While Madsen is the right person to push Copenhagen’s spirit to artistic extremes, the same mixture of hard-core style with a candy-colored palette was everywhere during the week. Only Wood Wood took a decidedly darker turn from its previous British public school-inspired seasons, with a collection evoking Liverpudlian hooligans with plum tracksuits, scowls, and full blue Scouse brows. Overall, the catwalks were awash with sugary shades and earthy or edgy shapes.
The likely originator of this trend is Stine Goya, whose season after season success promoting a dessert-inspired pistachio, pumpkin, and berry palette now helps define the present moment in Danish design. Goya’s soft, pragmatic cuts counterbalance her smart and serious references. In past seasons, she channeled the Amish, haunted puppet theaters, and Victoriana. This season, she presented an elegant, relaxed white blouse paired with matching seventies-style trousers, both sporting a watercolor print of clowns from a Fellini film. Although Goya makes challenging artistic references and was introduced to Denmark’s fashion scene through her relationship with surrealist Henrik Visbov, her clothes are Copenhagen’s most realistic additions to real women’s lives.

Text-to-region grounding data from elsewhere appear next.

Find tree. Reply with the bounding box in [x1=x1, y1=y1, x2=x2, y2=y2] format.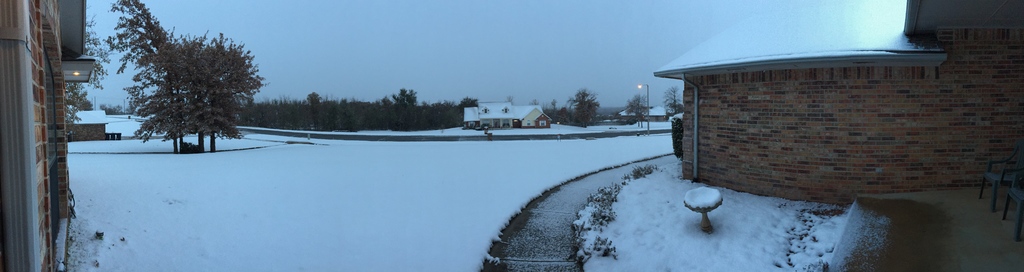
[x1=60, y1=21, x2=116, y2=127].
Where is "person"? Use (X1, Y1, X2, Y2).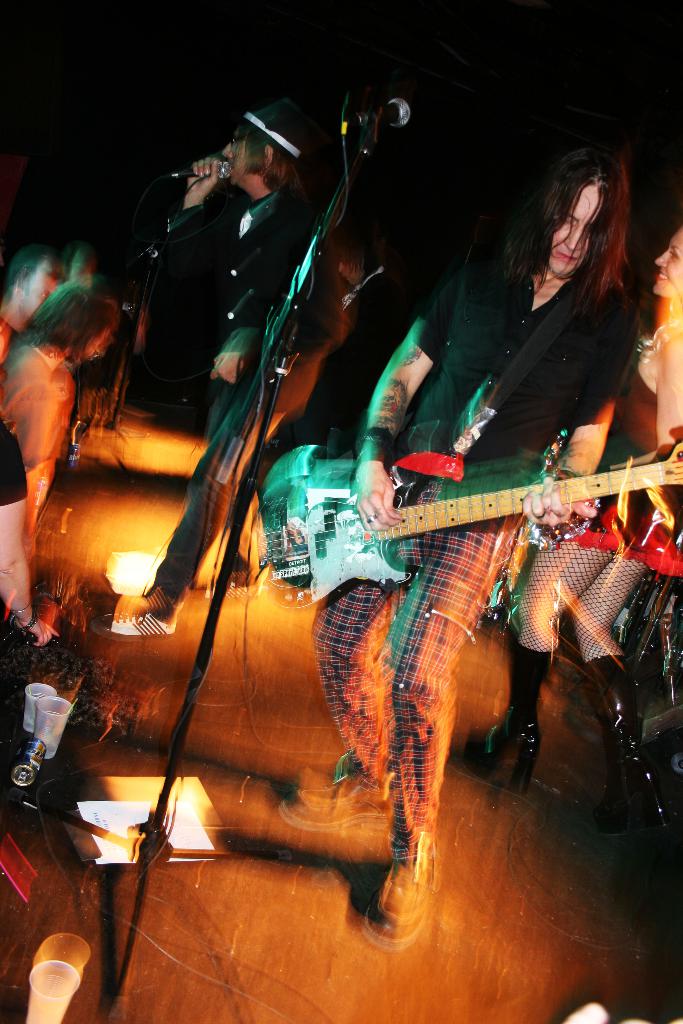
(315, 157, 640, 947).
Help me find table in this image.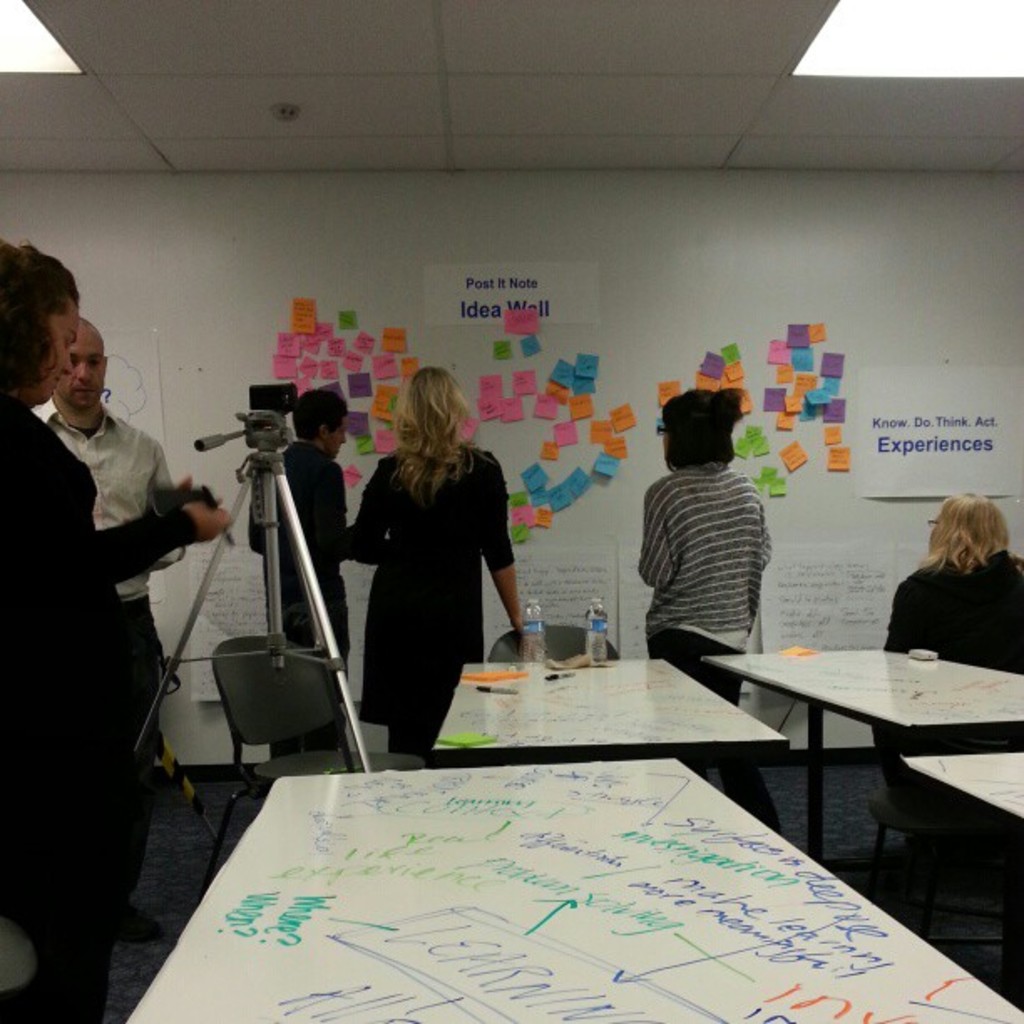
Found it: select_region(900, 750, 1022, 822).
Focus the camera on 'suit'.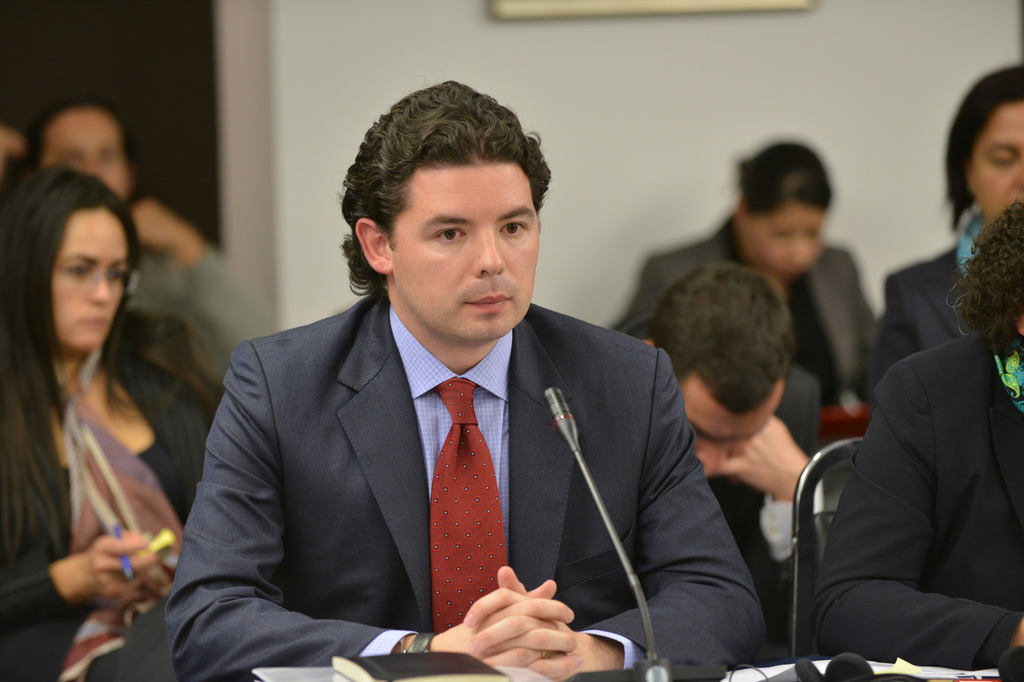
Focus region: <bbox>621, 225, 881, 425</bbox>.
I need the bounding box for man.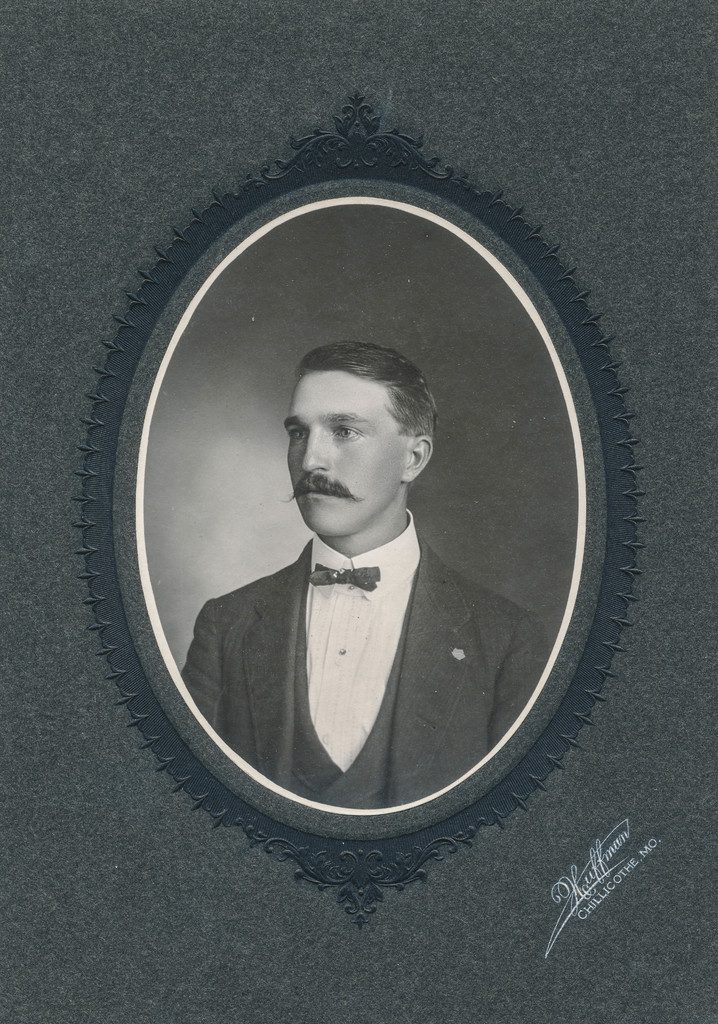
Here it is: [x1=171, y1=363, x2=530, y2=827].
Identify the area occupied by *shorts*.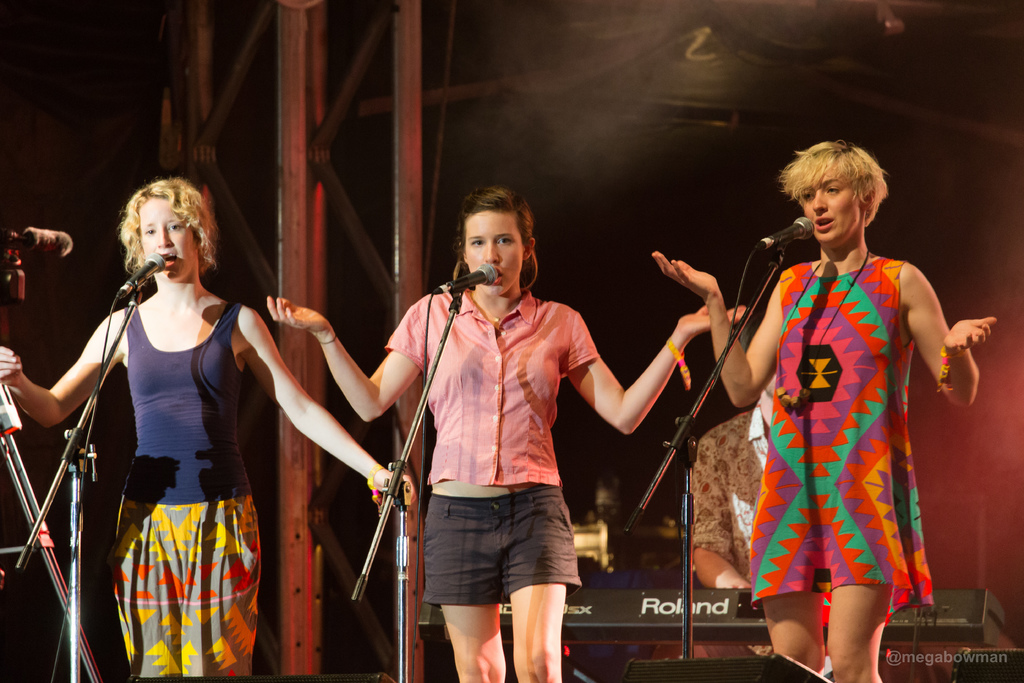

This accessible mentality was also evident at Bruuns Bazaar, where Rebekka Bay, the former artistic director for Cos, presented clean, crisp clothes for women and men, with exciting dashes of yellow and blue against sage, mint, vanilla, and taupe. Peter Jensen’s menswear and womenswear employed brighter and bolder versions of the same ice cream colors. Even the reliably gothic Barbara í Gongini started her artful show of sculptural stiff pleats and Rick Owens-like ravished leather with a series of ghostly girls wearing only acid yellow shredded tights, dresses, and tops in thin cotton. With its harder forms and spectrum of dessert shades, Copenhagen was a treat.